The first published discussion sounds like satire (or a hyperbolized example), but the description given by Guy Debord seems pretty straight forward to me. If I were try to put it even simpler, I would define it as: "Psychogeography is the study of why people enjoy, or behave in certain ways in, certain surroundings over others".

That being said, the fact that Debord claims both that psychogeography is the study of "precise laws" and that psychogeography is "charmingly vague", seems conflicting.


I'm still not convinced it's an actual thing, and not just a pretentious way to say "going for a walk"


If satire, it's hilarious. If not, it's ridiculous. The same people will take it seriously either way, so there's not much difference.


It's basically vaguely defined, and it can be anything from making a map of your area, basic geography, "the feeling you get in a place" to an impenetrable academic critical kind of study to a kind of radical situationist thing. So a lot of it is intentionally elitist and obscure.

This example is more along the lines of whats called "Walking Art" so it's more about practice outside by artists, and tends to be less art-speaky and is more approachable but with a fair bit of radical influence.

Back to definitions, Denis Wood says it's basically two types (geography vs politics) https://krygier.owu.edu/krygier_html/geog_222/geog_222_lo/Ly...


Vaguely defined is a good description. I view it like music- people have always done some version of it, but it hasn't always had a name .

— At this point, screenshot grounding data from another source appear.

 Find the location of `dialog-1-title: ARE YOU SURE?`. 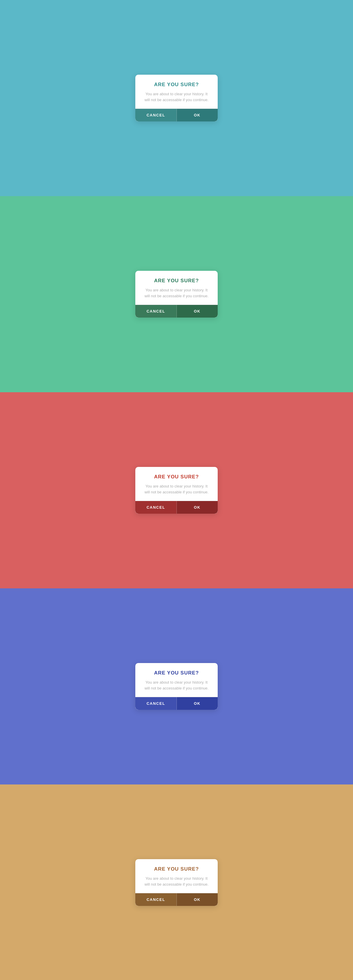

dialog-1-title: ARE YOU SURE? is located at coordinates (177, 84).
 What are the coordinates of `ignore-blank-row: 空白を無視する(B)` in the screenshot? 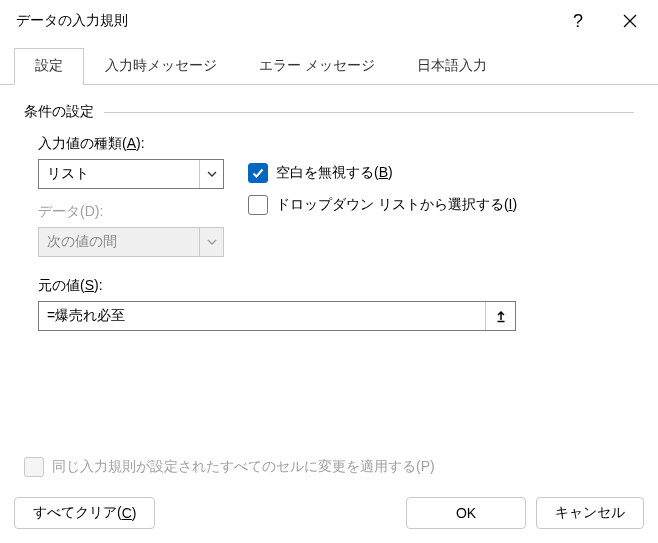 It's located at (441, 173).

I found the write up of the Dazzle Walk itself to be a much more fascinating read http://walkspace.uk/2021/03/birmingham-dazzle-walk/


For those who aren't aware of Birmingham, UK, Here's Telly Savalas impression of it from 1981 (His kind of town):

https://www.youtube.com/watch?v=EoHVO1eSMFc


I didn’t recognise anything except St Martins from this video.

Birmingham is in an unfortunate position in the UK- while technically it’s the second city (where London is the largest, richest and most populous), Birmingham by contrast seems deeply impoverished and constantly attempting to redesign itself.

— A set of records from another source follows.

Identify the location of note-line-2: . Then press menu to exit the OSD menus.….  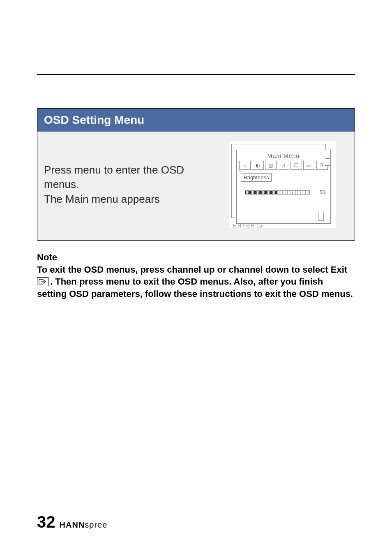
(196, 288).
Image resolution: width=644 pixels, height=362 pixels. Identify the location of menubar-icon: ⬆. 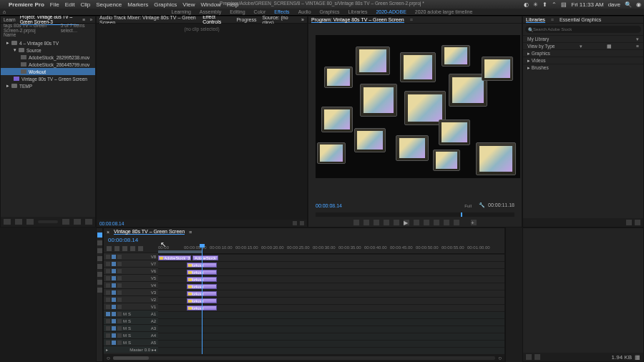
(545, 4).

The city, thusly, has more cameras per capita than London, since crime and poverty are slightly more abundant.

I was raised in neighbouring Coventry, my father was from Birmingham, as was my first girlfriend and college.

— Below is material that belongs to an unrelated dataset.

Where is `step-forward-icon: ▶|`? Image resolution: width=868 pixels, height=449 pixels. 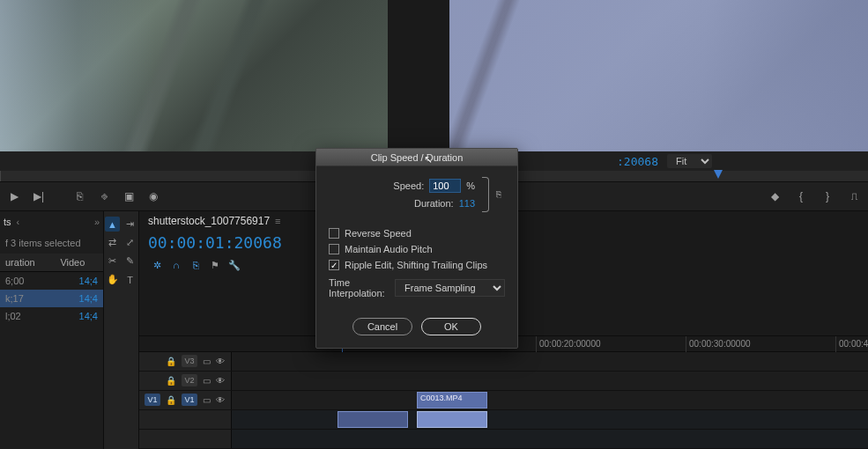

Coventry was much worse than Birmingham of course, but they’re both pretty grim compared to places like Evesham, Oxford, Leamington Spa or Bath


I remember the great floods at Leakington Spa. Terrible.


When I read "dazzle walks," I immediately thought of this: https://www.youtube.com/watch?v=eCLp7zodUiI

I'll get my coat...


How do they even know that their camouflage foils the surveillance cameras? Ok for the passport example with the missing head, but if you just walk the streets?


If I were to build a facial recognition system, I wouldn't use color input. Doesn't e.g. Apple's facial recognition use infrared?


It's also about that classic social engineering tactic to blend in. Who would even notice a beige middle-aged woman anywhere, just like a high-vis and clipboard will avoid most suspicions.


I don't think that would work for AI based systems.


Given how facial recognition software struggles with people who aren't intentionally trying to fool it it couldn't be that difficult.